32 patients with intracerebral tumours underwent nTMS and fMRI prior to surgery. The cortical hotspots (HS) and Centres of Gravity (CoG) of M1 of the hand, the foot and the tongue representation were determined for each localizer technique and controlled by DCS. Euclidean distances (ED) between nTMS/fMRI and the respective DCS HS/CoG’s were computed in 3D. Moreover, nTMS, fMRI and DCS maps were projected onto the cortical surface following normalization to a standard brain. After smoothing, overlap volumes between both nTMS and fMRI with DCS functional maps (voxels) were calculated.
CoG’s of the nTMS maps were located significantly closer to the respective DCS CoG’s as compared to fMRI (p < 0.001), mainly due to differences in the congruency of the hand (nTMS-DCS/fMRI-DCS: 9.7 ± 6.0/17.3 ± 9.6 mm) and the foot (nTMS-DCS/fMRI-DCS: 16.2 ± 20/21.7 ± 17 mm) representation.

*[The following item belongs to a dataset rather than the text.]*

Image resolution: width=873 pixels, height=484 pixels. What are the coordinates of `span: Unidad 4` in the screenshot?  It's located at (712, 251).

However, comparison of hotspots did not reveal statistically significant differences. Regarding the overlap of entire functional maps, nTMS showed a higher agreement with DCS as compared to fMRI (p < 0.01), mostly attributable to the somatotopic hand representation (nTMS-DCS/fMRI-DCS: 75 ± 17%/57 ± 34%; p < 0.01).

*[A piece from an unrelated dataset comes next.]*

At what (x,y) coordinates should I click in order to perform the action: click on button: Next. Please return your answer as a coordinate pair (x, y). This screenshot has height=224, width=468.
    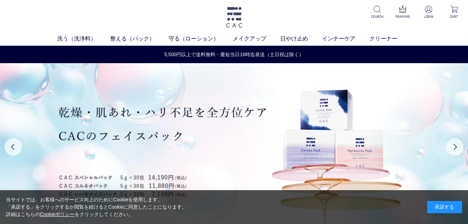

Comparison of both M1 CoG’s and volume overlaps suggest that nTMS agrees better with the gold standard of intraoperative DCS as compared to fMRI, especially regarding the hand and the foot representation and, thus, is recommendable for presurgical M1 mapping. However, both methods should be regarded as complementary, particularly in respect of the tongue representation which is less easy to depict by nTMS.